As an instructor and chair of the music department at Harper College, Edward Hamel has made a career out of helping students discover their passions in the fields of music and audio engineering. For Hamel, this passion had been firmly manifested by the time he started his first band in middle school.
“In terms of music, my interests began with my brother,” Hamel said. “I have an older brother who’s seven years older. He was in a band with just kids in the neighborhood and he was a guitar player at the time.”
Wanting to follow in his brother’s footsteps, Hamel was gifted a guitar on his eighth birthday, and was fortunate enough to be able to take lessons for the next six years.
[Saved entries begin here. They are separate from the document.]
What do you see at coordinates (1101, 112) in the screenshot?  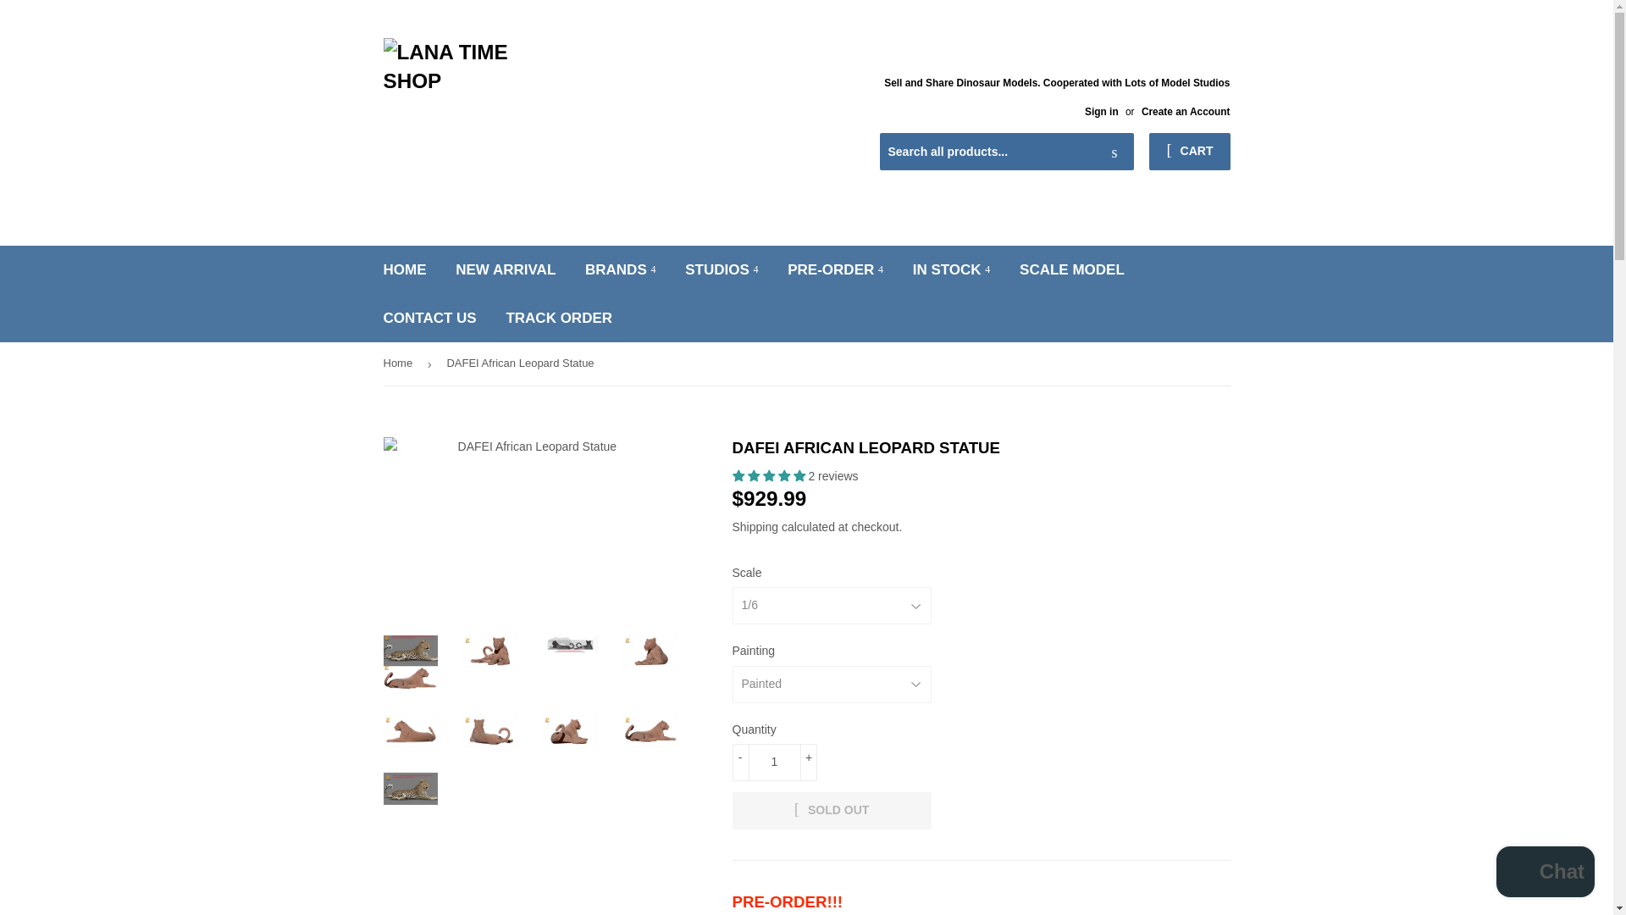 I see `Sign in` at bounding box center [1101, 112].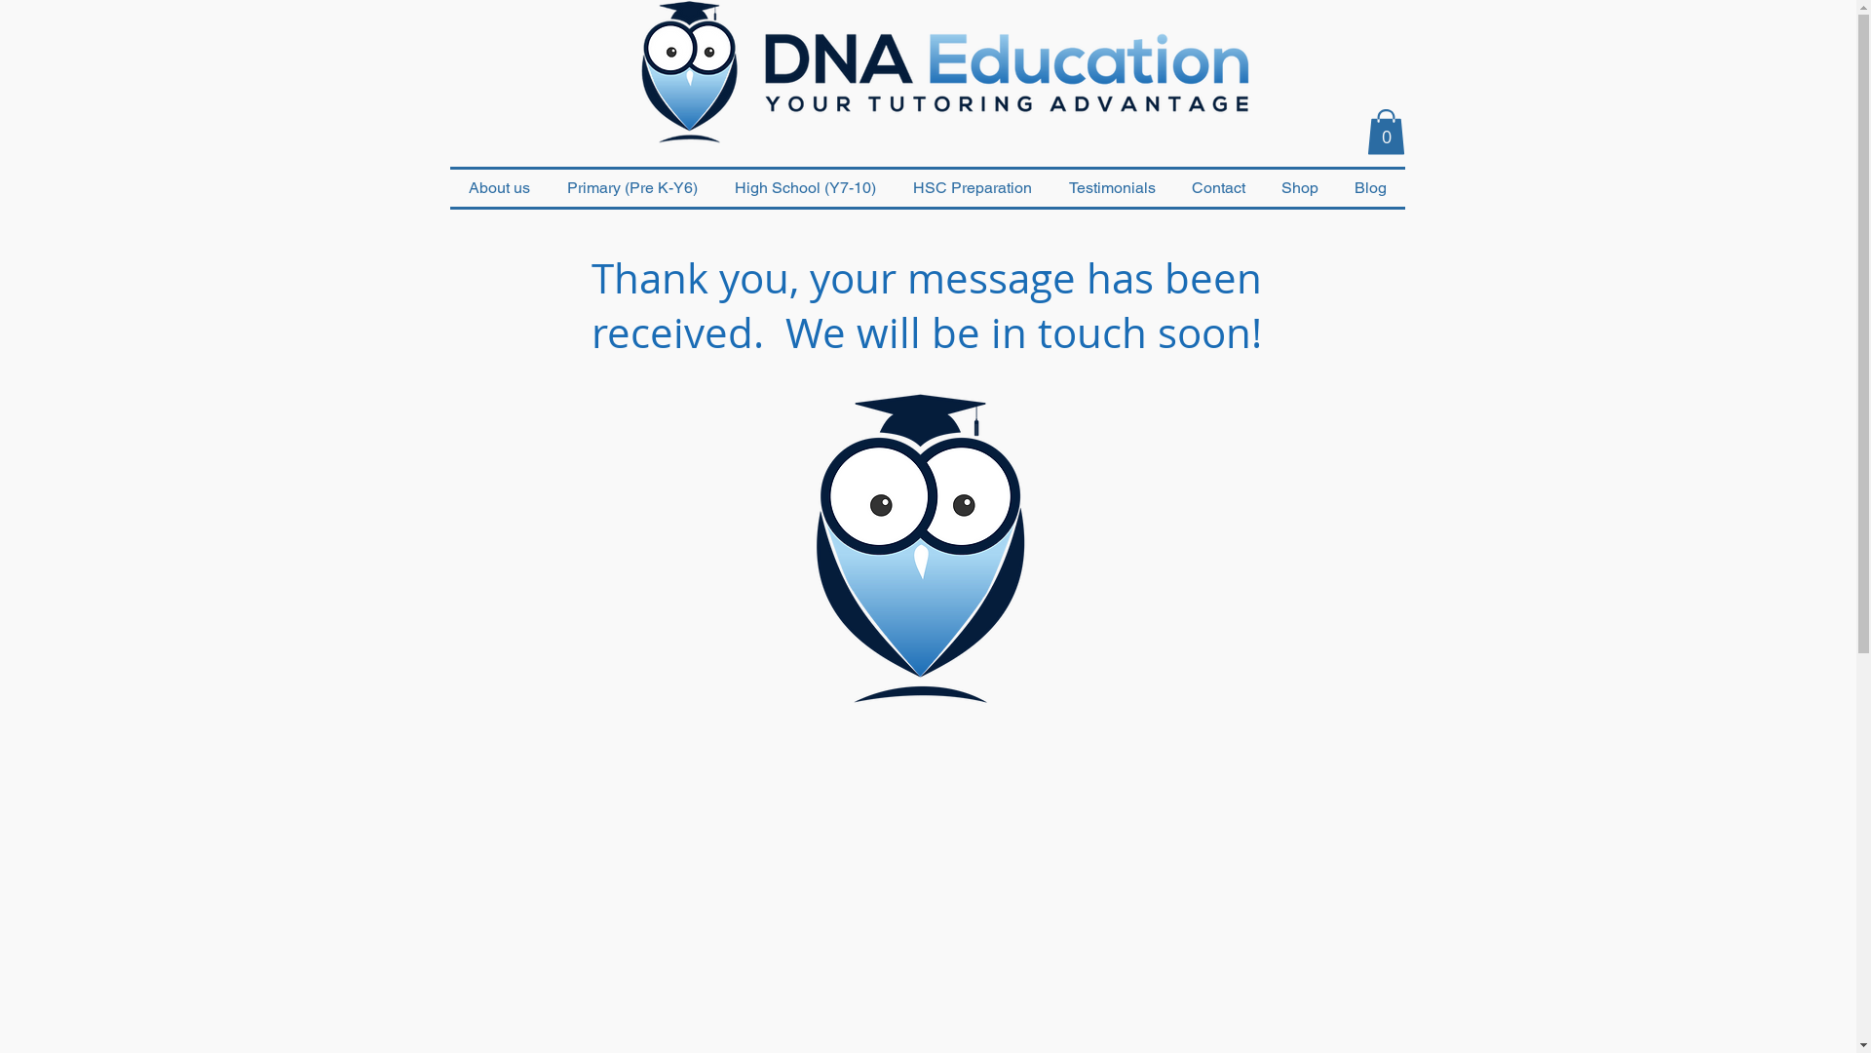 The width and height of the screenshot is (1871, 1053). I want to click on Embedded Content, so click(1293, 715).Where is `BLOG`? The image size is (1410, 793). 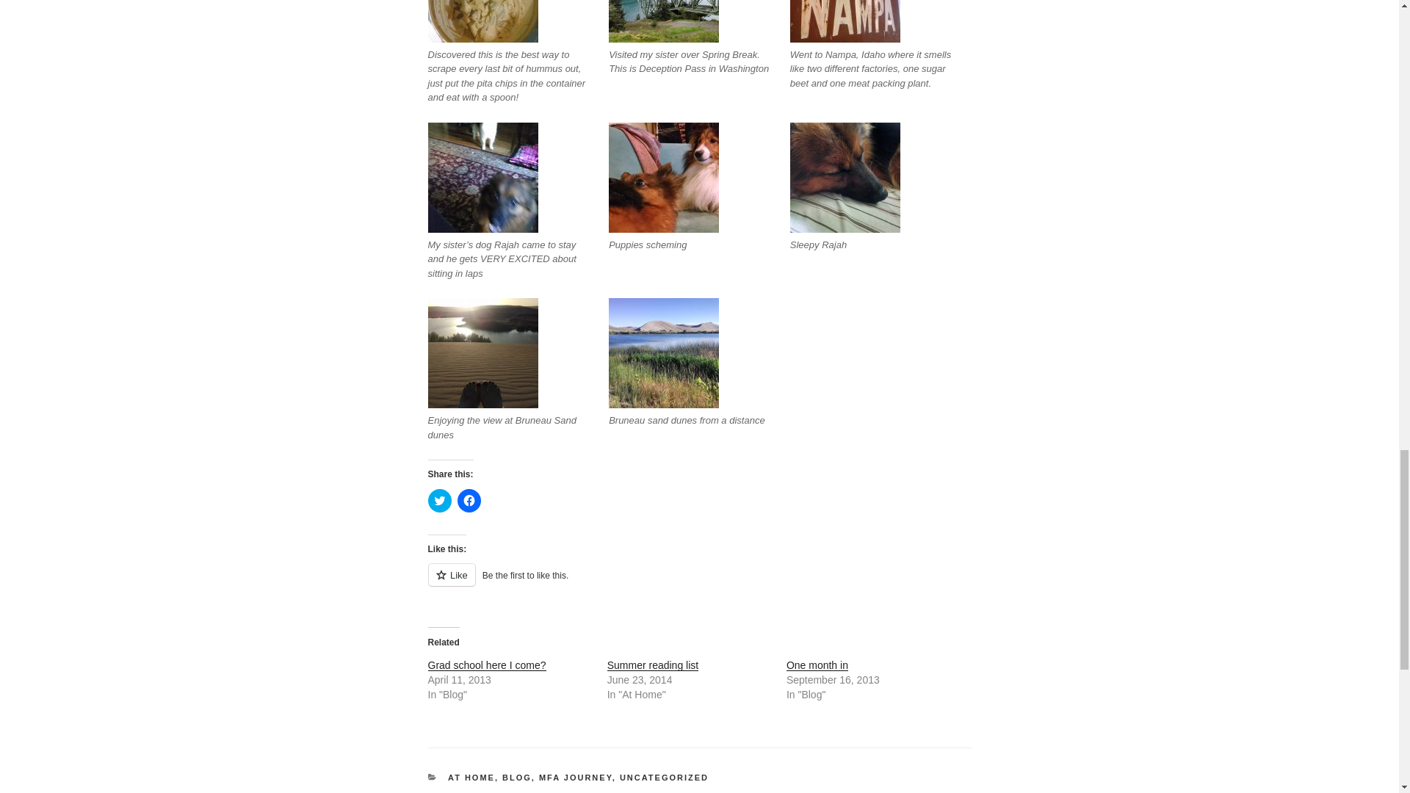 BLOG is located at coordinates (516, 777).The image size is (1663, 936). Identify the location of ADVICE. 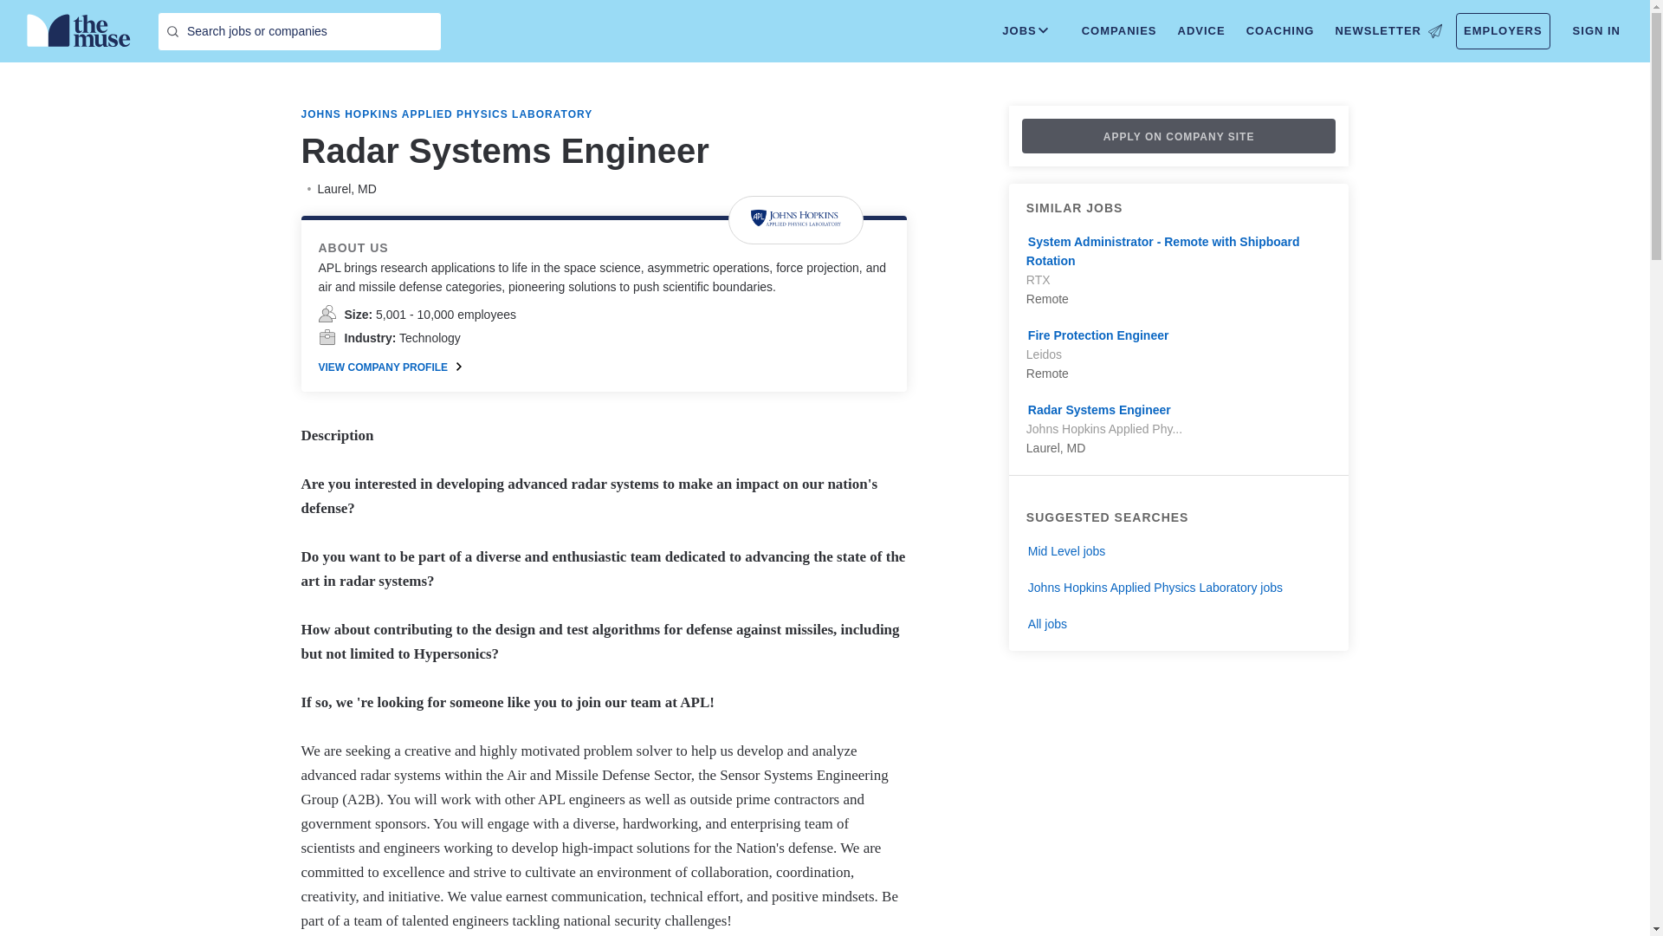
(1201, 31). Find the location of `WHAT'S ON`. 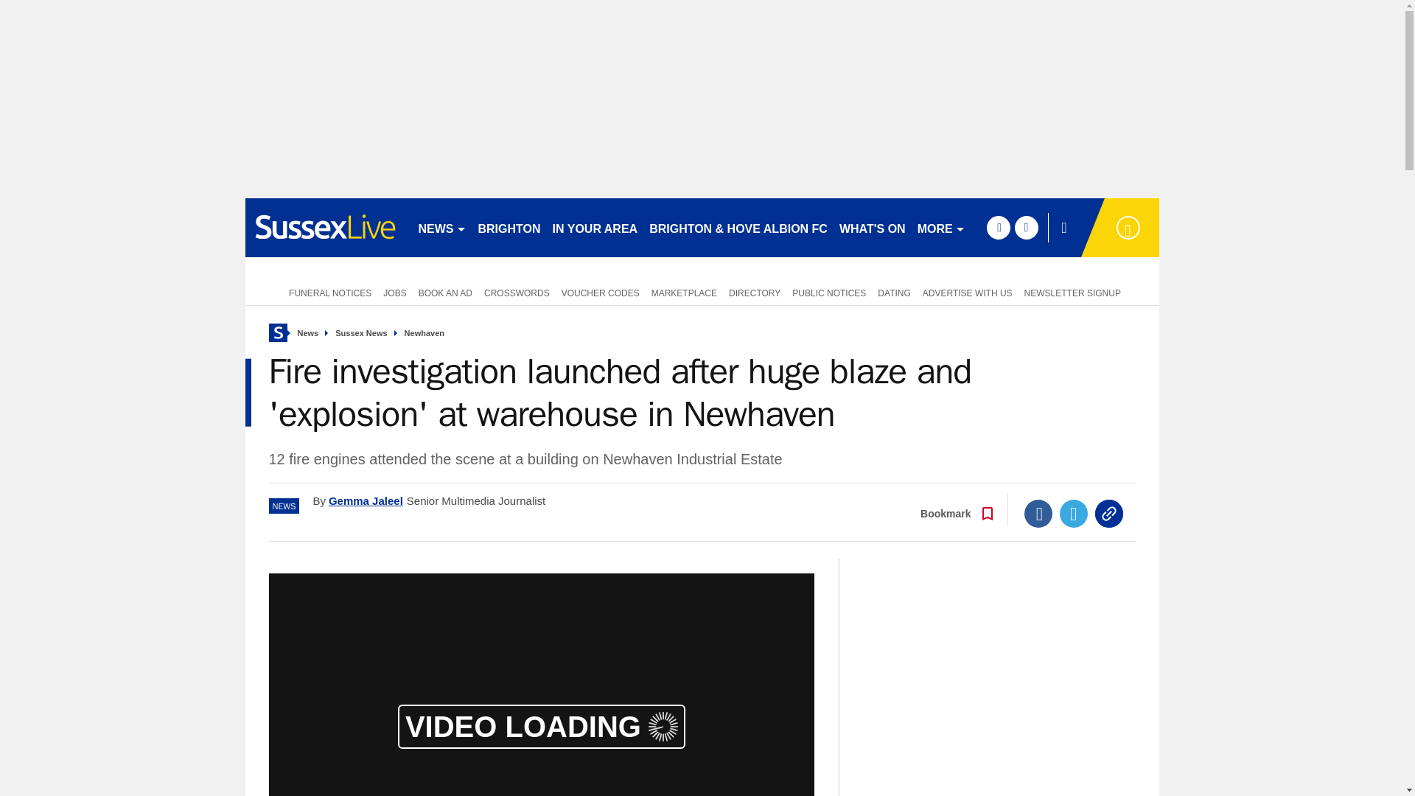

Even early on, he always felt as if it was something he could get better at.
Once he grew older, he met people that were interested in metal and classic rock and began to perform in shows as early on as when he was a teenager. Once he graduated from Glenbard North High School, he began working to not only attain a degree in music composition at University of California San Diego and Columbia College Chicago but also to study the more technical aspects of audio recording and engineering. All the while, he continued to find further inspiration wherever he could.
“Some of [my inspiration] comes from other music, other songwriters or composers. I also get a lot of inspiration from visual art,” Hamel said. “It was like a big sort of motivation and a point of reference for me when it came to composition – being able to visually see artists’ approach to aesthetic. It just helped me formalize my own aesthetic and taste in my own music.”
Although he was inspired by visual artists such as Marcel Duchamp and Mark Rothko, his formal education in music compositions went a long way in honing aspects of his craft, such as composing and arranging orchestration theory. But he feels that it was this incorporation of abstract and expressionist art that gave him the ability to make his music truly his own, and led him to include harsh and dark musical tones in his work.
Through the years, Hamel has maintained a solo project called ONLY, which consists largely of his own recordings but occasionally features contributions from other artists such as Leah Asher.
Though ONLY was his main focus for a long time, it hasn’t been as active as it was in recent years. He thinks it’s hard to keep that project going but at that time he was doing contemporary and composition and it was the reason why it was created. He explains that ONLY is a great way for him to explore composition on his own terms, but not every artist can exist in a vacuum.
“I’ve been fortunate to have friends that have owned studios, audio companies. Whether [they are] designing and creating gear, and then just being able to spend time in studios where I can try things out and learn how to use a console or microphone or that type of thing,” Hamel said. “Outside of the academic stuff, [my growth as a musician] has just been a lot of kind of community-based learning of just friends and people that I’ve met.”
Another current project of Hamel’s is End It All, which is a metal band that started three years ago. It’s more active than ONLY and it has been his first opportunity to play the drums in a live band, whereas he usually plays guitars or sings. He expressed how the band is a good way to express things through a more aggressive way and also be able to touch on larger topics – in addition, End It All has a new album in the works.
Although he’s had a whole lot of projects, his personal favorite has been his record label, SCRIPTS Records. SCRIPTS began when Hamel and his friend David Paha both had the idea of creating a label while they were living in Los Angeles in 2015. Their main motivation behind SCRIPTS was to create a label that would promote and archive the sorts of music they were both into, whether or not they thought they were going to sell mass quantities of records – however, it was simply too expensive to pull off for them at that time. Luckily, Hamel ended up moving to Nashville where he had better access to studios and enough resources to get SCRIPTS off the ground. Their first two releases – ONLY’s debut album Potential Language and Kill Your Temple – Kill Your Design from Paha’s project Fiction Wisdom – were their own creations, but before long SCRIPTS began to publish from artists that were personal friends or acts within the same musical social circles, like Cinchel + Akosuenn, Holy Family, Jonathan Hannau and more.
While they haven’t released anything in two years, Hamel considers the overall project as an accomplishment. It was a lot of investment from both of them financially but gave the opportunity for them to support artists and their music and meet new people and host events. It was how he got into mastering as well, which he initially tried simply because the label needed someone to do it and he eventually stuck with it.
Due to all of this experience, he had an event at Harper called “Audio Production Overview; Making an Album” recently to give students a general layout of how to make an album: not only from a financial standpoint, but also the technical processes required and what kind of challenges they should expect each step of the way before they get to where they want to be. He wanted students to hear the difference between a recording, a mix and a master, and help them realize how much time and attention to detail is required in the whole album-making process.
The advice he had to offer in terms of audio was that someone could have a multimillion dollar studio, but if they don’t have the artists to record a multimillion dollar album, they aren’t going to get anywhere — so, the most productive thing anyone with a creative vision could do is to find a community and/or build a community and meet people, whether that be through going to shows or trying your hand at open mics.